Page List

Font Size:

Ren slumped down on the bench next to him. They sat in silence for a moment. The sweat was cooling on his back, sending shivers down his spine. The gym smelled of rubber and metal and the cheap deodorant Jax used in industrial quantities.

“Get me the test.”

Jax turned his head.

“Huh?”

“From the drugstore. Bring me the damn test.” Ren looked at his hands, his knuckles red, the lines on his palms glistening with sweat. “But if you tell Brody I asked you to do this, I swear the next time we train, I’ll rip your kneecap out.”

“You can count on it.” Jax gave him a light slap on the back of the neck with his open palm. Ren stepped back, muttering something unintelligible.

They showered separately. Ren went up to Brody’s room—his room, their room, though he still had a hard time thinking of it that way—and stepped under the hot stream with his eyes closed. The water pounded his shoulders and loosened the knots in his neck. He lathered himself up slowly. He scrubbed his hair until it squeaked between his fingers. He stood there a little longer with his forehead pressed against the tiles.

He thought of nothing. He forbade himself from thinking.

He stepped out of the shower, dried off, and put on a pair of Brody’s sweatpants that were way too big for him and a clean t-shirt that came down to his mid-thigh. The bathroom mirrorreflected a pale image of him, with wet hair plastered to his temples and eyes that were too big for his face. He looked away.

He walked into the bedroom.

He saw it before taking three steps. On top of the bedspread, centered with almost surgical precision on Ren’s pillow, a small white box. No bag. No note. Jax had left it there with the stealth of someone trained to move undetected and the delicacy of someone who knew that this cardboard rectangle could change everything.

Ren sat on the edge of the bed and picked up the box. He turned it over. He read the instructions on the back even though he already knew how it worked. Every omega knew. They taught it to them in school along with the list of things an omega should fear about their own bodies.

He set it on the nightstand.

He lay on his back with his arms outstretched and his gaze fixed on the ceiling.

The box was still there. White. Small. Enormous.

The latch clicked shut with a sharp sound that echoed off the tiles like the snap of a small bone. Ren leaned his back against the closed door and stood there for a few seconds, the white box in his right hand and his left hand still on the doorknob. The bathroom smelled of sandalwood soap and the lingering steam from the shower he’d taken barely twenty minutes ago.

He set the box on the edge of the sink. The white porcelain against the white cardboard. Everything white, everything clean, everything about to be stained by something irreversible.

He breathed. Deeply. From the bottom of his lungs, until the air pushed against his ribs and rose up his throat and came out of his mouth with a tremor he hadn’t expected. Again. One more time. He gripped the sink with both hands and let his head drop between his shoulders.

He opened the box.

His fingers moved with the precision of someone assembling a familiar mechanism; the instructions read and reread so many times that his hands already knew before his eyes did. He took out the stick, removed the cap, and did what had to be done. Each step executed with an almost clinical precision because if he concentrated on the mechanics—open, place, wait—he didn’t have to think about what came next.

He put the cap back on.

He left the stick face up on the edge of the sink.

He sat on the edge of the bathtub.

He didn’t look at the test. He fixed his eyes on the wall opposite, on a line of grout between two tiles that curved slightly to the left as if the mason had sneezed mid-stroke.

“One,” he said aloud. The sound of his own voice seemed foreign to him in that enclosed space. “Two. Three.”

He counted. Or thought he was counting. The numbers melted on his tongue before he reached the next one; they tripped over each other, repeated themselves. Seventeen. Seventeen. Twenty-three. Nine. He wasn’t counting anything. He was filling the silence with noise so that the silence wouldn’t swallow him up.

“Forty and… fifty and…”

He stood up.

The sink was two steps away. He took the test. He looked down.

Two lines. Dark pink. Clear. Parallel like train tracks stretching toward a horizon Ren couldn’t see.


**Assignment**
Without the pictures, set down every line of the data exactly.
START Dataset extract
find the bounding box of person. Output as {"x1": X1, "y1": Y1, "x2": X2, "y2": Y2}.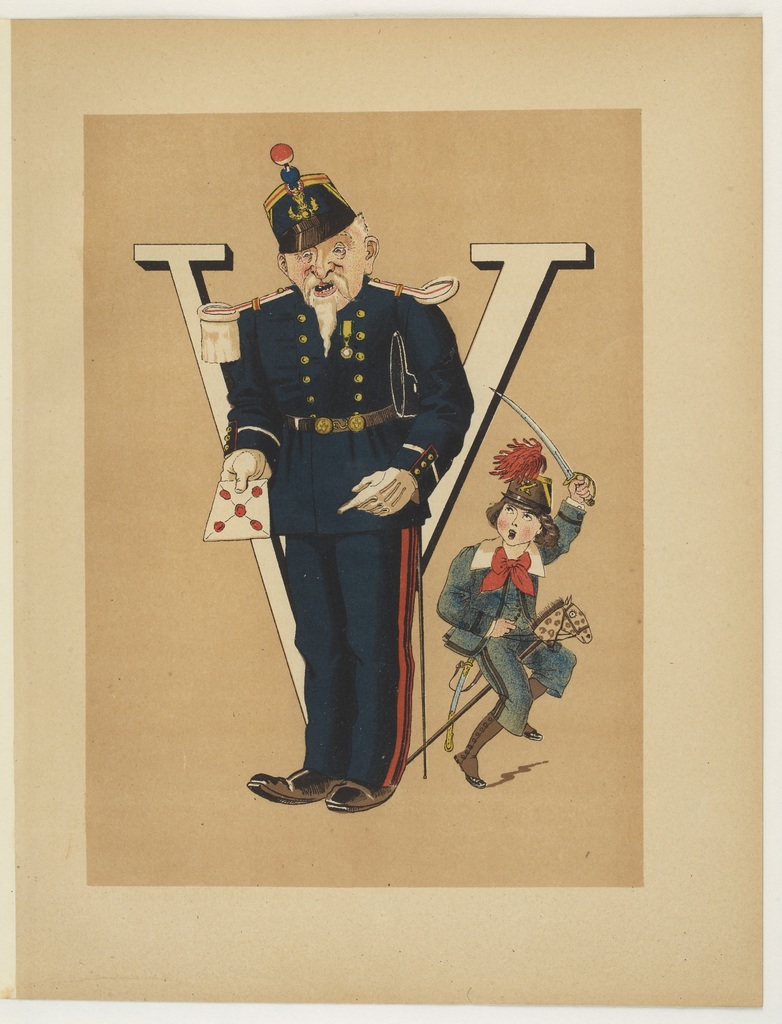
{"x1": 439, "y1": 465, "x2": 605, "y2": 788}.
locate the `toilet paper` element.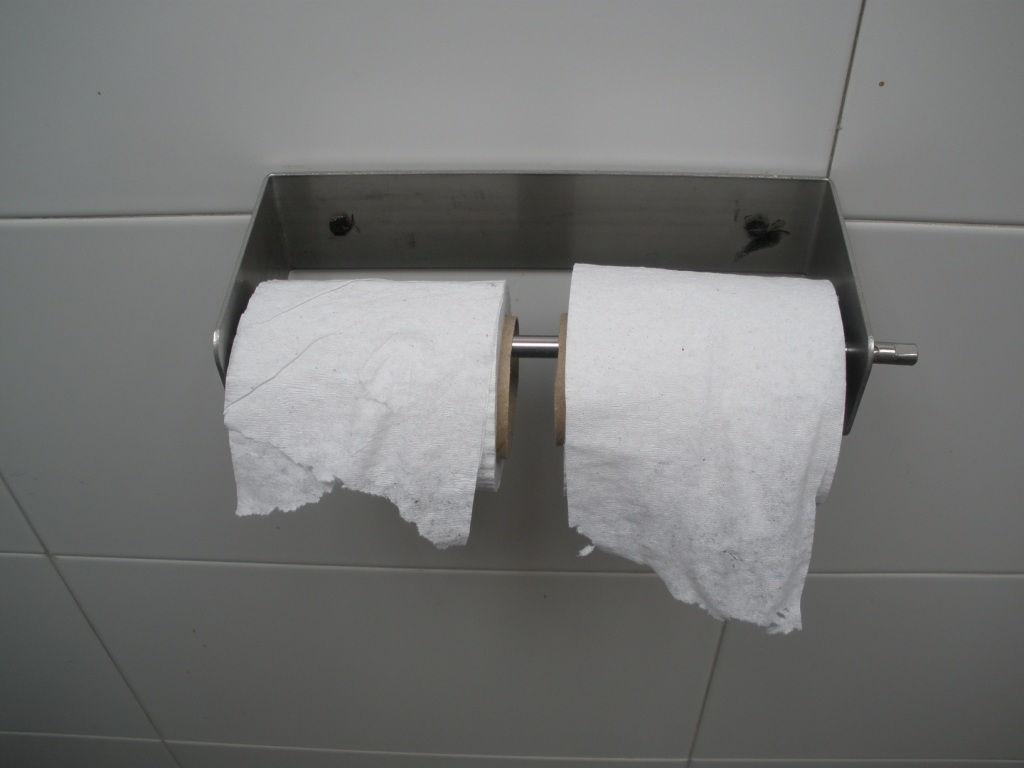
Element bbox: region(218, 277, 514, 553).
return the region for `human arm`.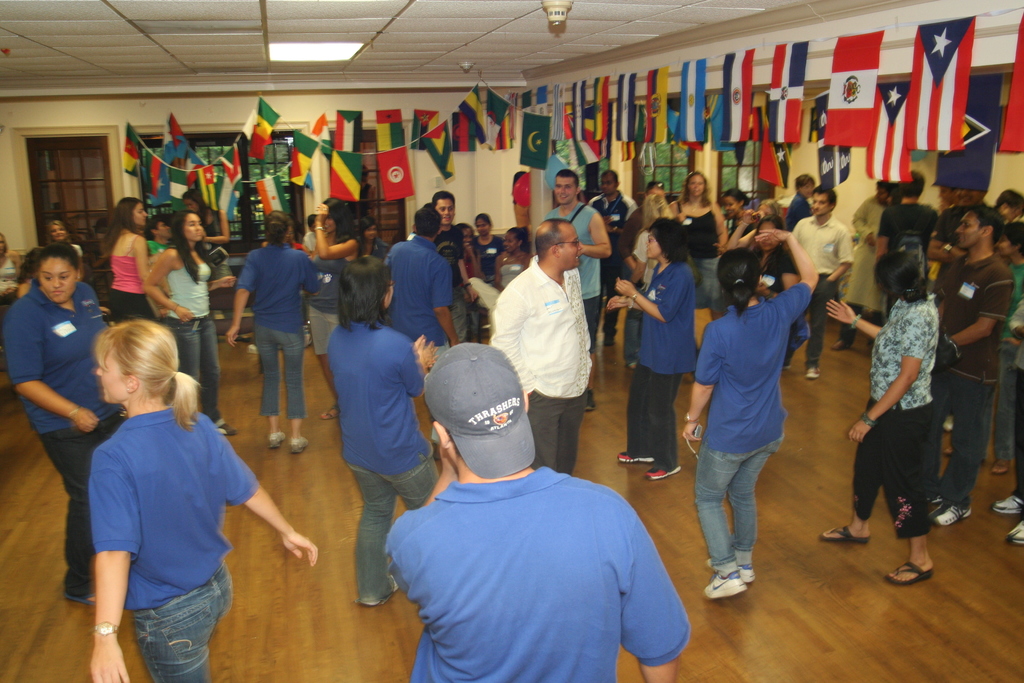
bbox(872, 210, 892, 259).
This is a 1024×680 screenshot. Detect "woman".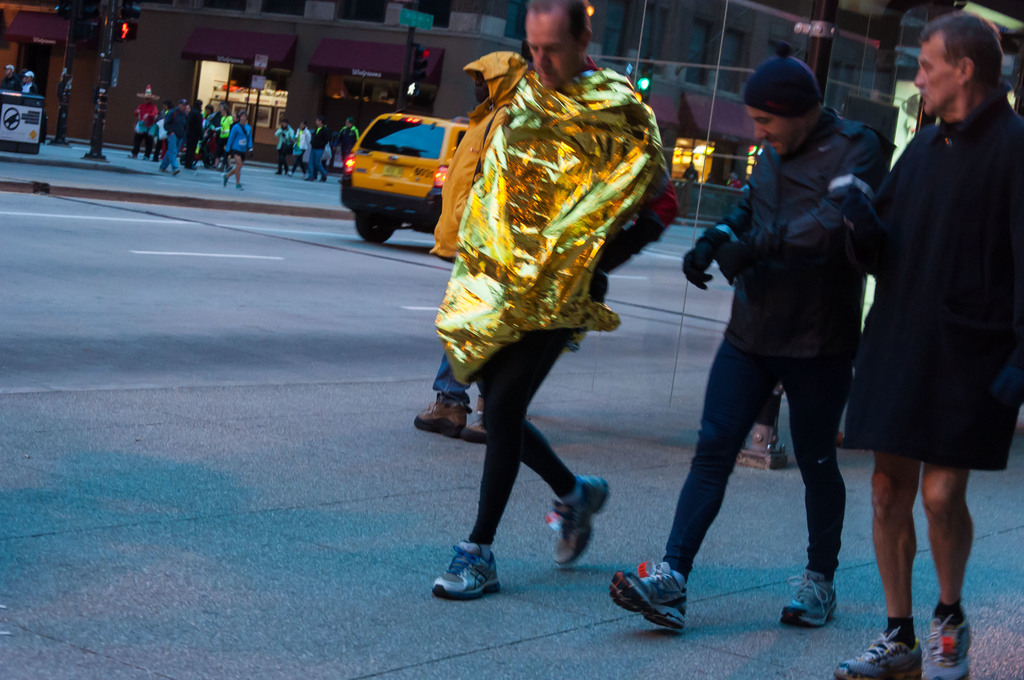
[left=290, top=120, right=313, bottom=182].
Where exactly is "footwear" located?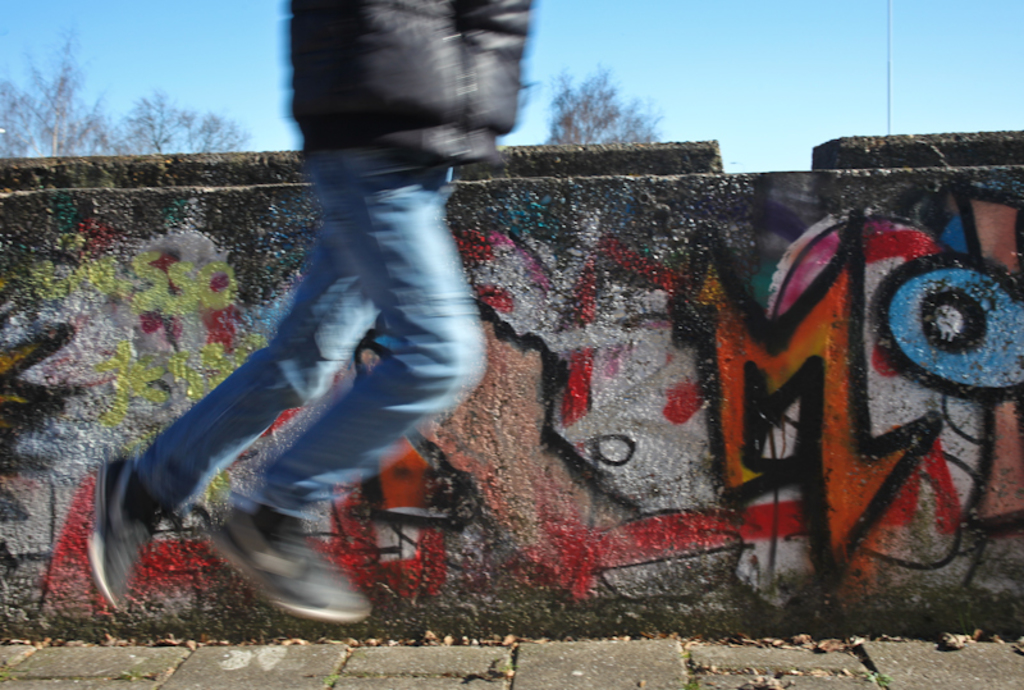
Its bounding box is (205, 513, 371, 613).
END Dataset extract
**Output for this task**
find the bounding box of person. Output as {"x1": X1, "y1": Y1, "x2": X2, "y2": Y2}.
{"x1": 439, "y1": 465, "x2": 605, "y2": 788}.
locate the `toilet paper` element.
Element bbox: region(218, 277, 514, 553).
return the region for `human arm`.
bbox(872, 210, 892, 259).
This is a 1024×680 screenshot. Detect "woman".
[left=290, top=120, right=313, bottom=182].
Where exactly is "footwear" located?
Its bounding box is (205, 513, 371, 613).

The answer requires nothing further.